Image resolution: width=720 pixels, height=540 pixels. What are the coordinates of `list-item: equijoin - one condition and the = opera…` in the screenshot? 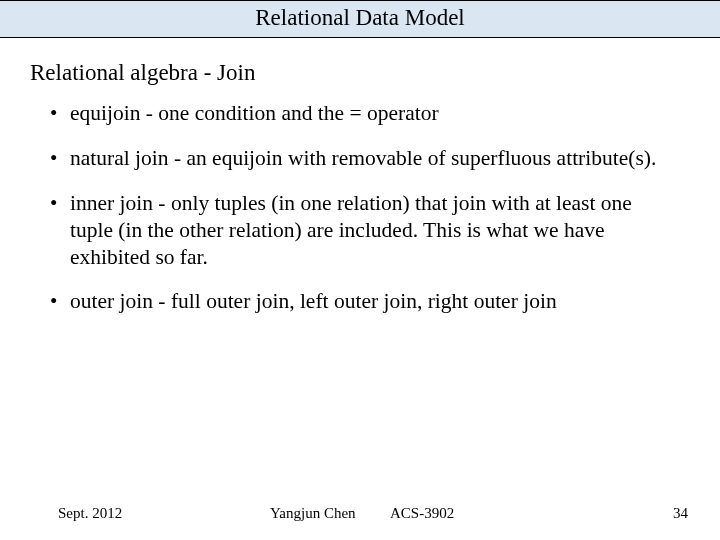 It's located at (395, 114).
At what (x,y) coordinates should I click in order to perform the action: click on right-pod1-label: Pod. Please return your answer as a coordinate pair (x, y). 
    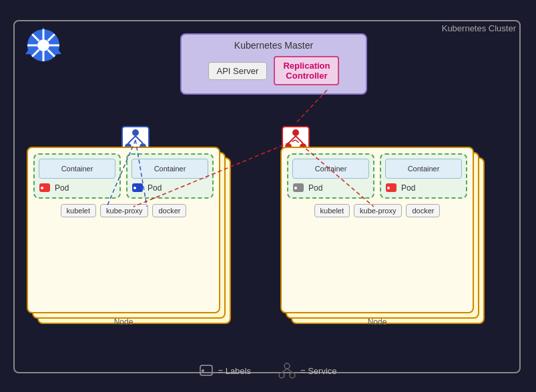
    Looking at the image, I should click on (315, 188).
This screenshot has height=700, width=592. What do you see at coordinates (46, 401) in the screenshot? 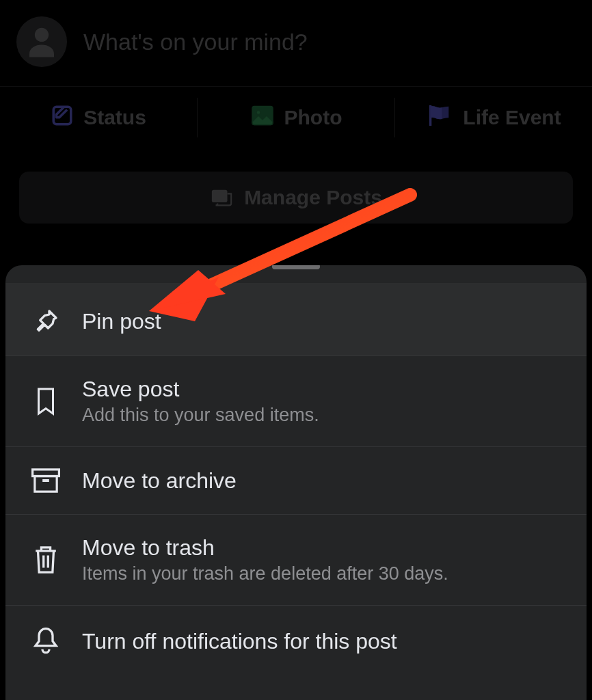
________
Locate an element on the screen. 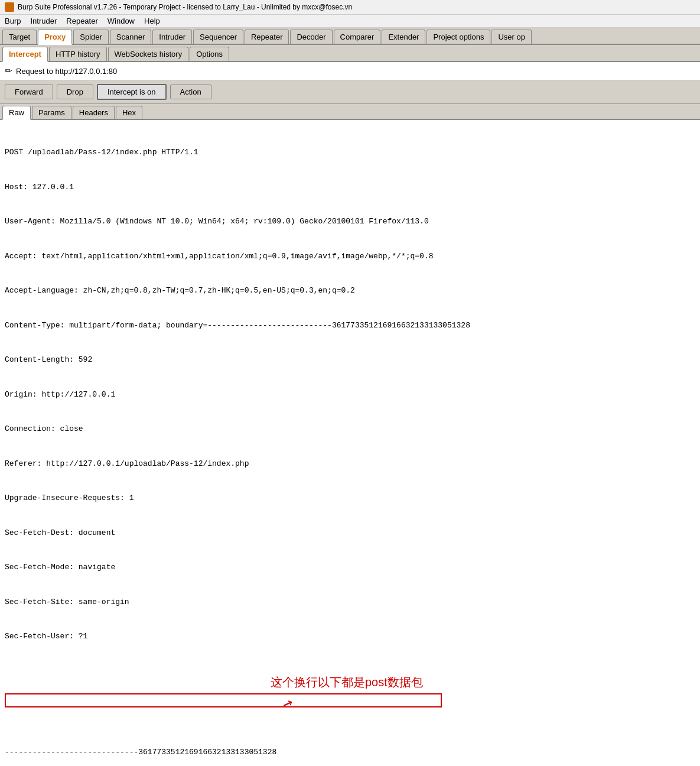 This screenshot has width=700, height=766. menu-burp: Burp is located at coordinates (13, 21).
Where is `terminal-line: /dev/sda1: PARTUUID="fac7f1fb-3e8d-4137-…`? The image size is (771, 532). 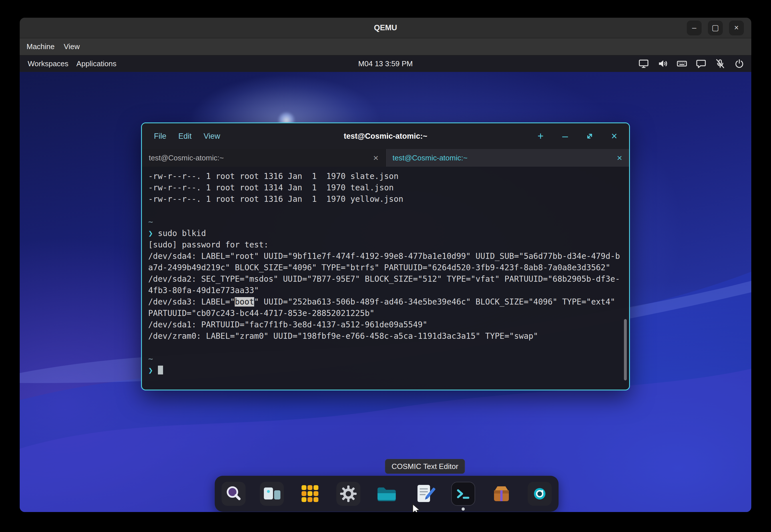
________
(Problem details):
Would you copy out, exactly and with no pictures, only the lines above from the one that contains "At what (x,y)" through the one that contains "This screenshot has height=700, width=592."?

(Exercise result):
At what (x,y) coordinates should I click in order to perform the action: click on right-pod1-label: Pod. Please return your answer as a coordinate pair (x, y). 
    Looking at the image, I should click on (315, 188).
This screenshot has height=700, width=592. What do you see at coordinates (46, 401) in the screenshot? 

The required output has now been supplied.